The British State Has Prevented Justice for Bloody Sunday

A British court has acquitted the only soldier to face trial over the Bloody Sunday massacre in Derry in 1972. The outcome is no vindication of “Soldier F” or of the British establishment, whose long cover-up made a successful prosecution so challenging.

Families and supporters of the victims march to court in anticipation of the verdict in the trial of Soldier F on October 23, 2025, in Belfast. (Charles McQuillan / Getty Images)

The acquittal of Soldier F at Laganside Crown Court is a moment that demands clarity, honesty and courage. His trial was long delayed, tightly focused and ultimately unsuccessful — but it has not altered the truth of what happened on the streets of Derry in January 1972. Today’s verdict does not exonerate the actions of Soldier F, nor does it rewrite history. What it does is expose, once again, the catastrophic failure of the British state to investigate its own crimes and to hold its agents to account.

In July 2021, commentator Douglas Murray wrote in the Spectator: “It always seemed to me that if anyone was deserving of prosecution, then it was him. . . . F started lying from the moment the shooting stopped.” It is a rare moment when families, campaigners, and a journalist who has long defended state force find themselves in agreement. Yet here, Murray identified something undeniable: Soldier F’s conduct — both on Bloody Sunday and in later attempts to conceal it — was indefensible.

And yet, in 2025, after decades of delay, Soldier F walks away without conviction. That outcome must be understood not through the narrow frame of a single trial but through the wider reality of state obstruction and state impunity.

His Honour Judge Patrick Lynch, applying the law as it stands, acquitted Soldier F. The court was confronted with evidential gaps that were neither accidental nor unavoidable. The standard of proof in a criminal court is high, and it should be. But it is also true that the evidential collapse in this case flowed directly from the fact that there was no proper investigation at the time of the killings and no sincere effort to conduct one for decades afterwards. This was not a failure of memory. It was a failure of will.

In the immediate aftermath of Bloody Sunday, neither the Royal Ulster Constabulary nor the British Army sought to gather evidence, preserve testimony, secure a scene, interview soldiers as suspects, or treat the dead and wounded as victims of crime. The collapse we witnessed in court was seeded in 1972 and fertilised for half a century by a state that had no appetite for the truth and no intention of prosecuting its own.

Bloody Sunday is the most notorious example of state violence in the North — but it is not unique. Across the North of Ireland, hundreds of families bereaved by the British state faced the same brick wall: no investigation, no disclosure, no accountability.

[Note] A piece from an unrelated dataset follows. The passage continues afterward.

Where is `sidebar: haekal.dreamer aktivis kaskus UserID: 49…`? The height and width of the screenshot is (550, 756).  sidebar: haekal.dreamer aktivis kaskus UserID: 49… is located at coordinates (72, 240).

The message from the state apparatus was unmistakable — British soldiers would not be pursued, no matter the evidence, no matter the dead. This was not the rule of law. It was rule by exemption. The consequences have lasted generations.

In the 1998 Bloody Sunday Inquiry, its chairman, Lord Saville, confirmed that the killings on Bloody Sunday were “unjustified and unjustifiable.” Yet Saville did not, and could not, undo decades of state neglect and suppression. Because the state chose cover-up over accountability, prosecutors half a century later were left to build a case with the scorched remnants of evidence that should have been gathered and preserved when the truth was fresh, the witnesses young, and the responsibility unavoidable. The result was predictable. Indeed, for many in the system, it was preferable.

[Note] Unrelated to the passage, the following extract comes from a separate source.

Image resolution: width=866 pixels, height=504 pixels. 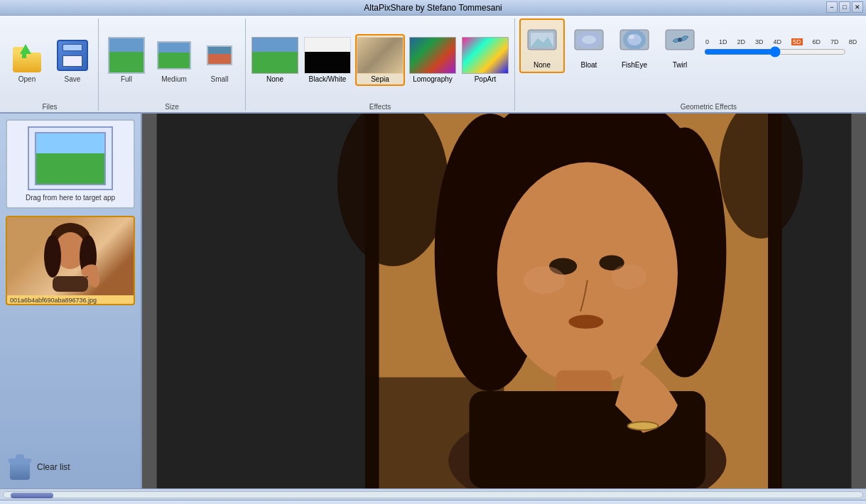 I want to click on geo-twirl-button: Twirl, so click(x=680, y=45).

In contrast to the conduct of state agencies, the families of Bloody Sunday have acted with dignity, endurance, and a moral clarity that has inspired people across Ireland and beyond. Their persistence forced a British prime minister to admit the truth. Their bravery exposed a lie that had been maintained at the highest levels of the state. Their campaign for justice has resonated with countless other families, including my own, who know what it means to confront a system built to deny them.

These families did not ask for revenge. They asked for truth, accountability, and respect for the rule of law. They got truth — but were denied accountability by those who buried it for decades.

Mistrust exists that the British government still hopes to close the book with new legislation and national security vetoes. It wants fatigue to do what Saville did not and what the families will not: end the pursuit of justice on their terms.

The verdict in Belfast is not the end of the Bloody Sunday story. It is merely the latest chapter in a decades-long struggle between truth and concealment, between families seeking accountability and a state that denied it.

Soldier F’s acquittal does not vindicate him. It indicts the system that protected him. It exposes a state that investigates everyone except itself. And it proves that impunity — not justice — was the unofficial policy of the day.

The families stood for the rule of law when the state abandoned it. They held fast to dignity when the state traded in distortion. They pursued truth when the state offered silence.

Their fight continues. And they will be remembered not for what was denied to them in court, but for what they achieved against every obstacle placed in their way.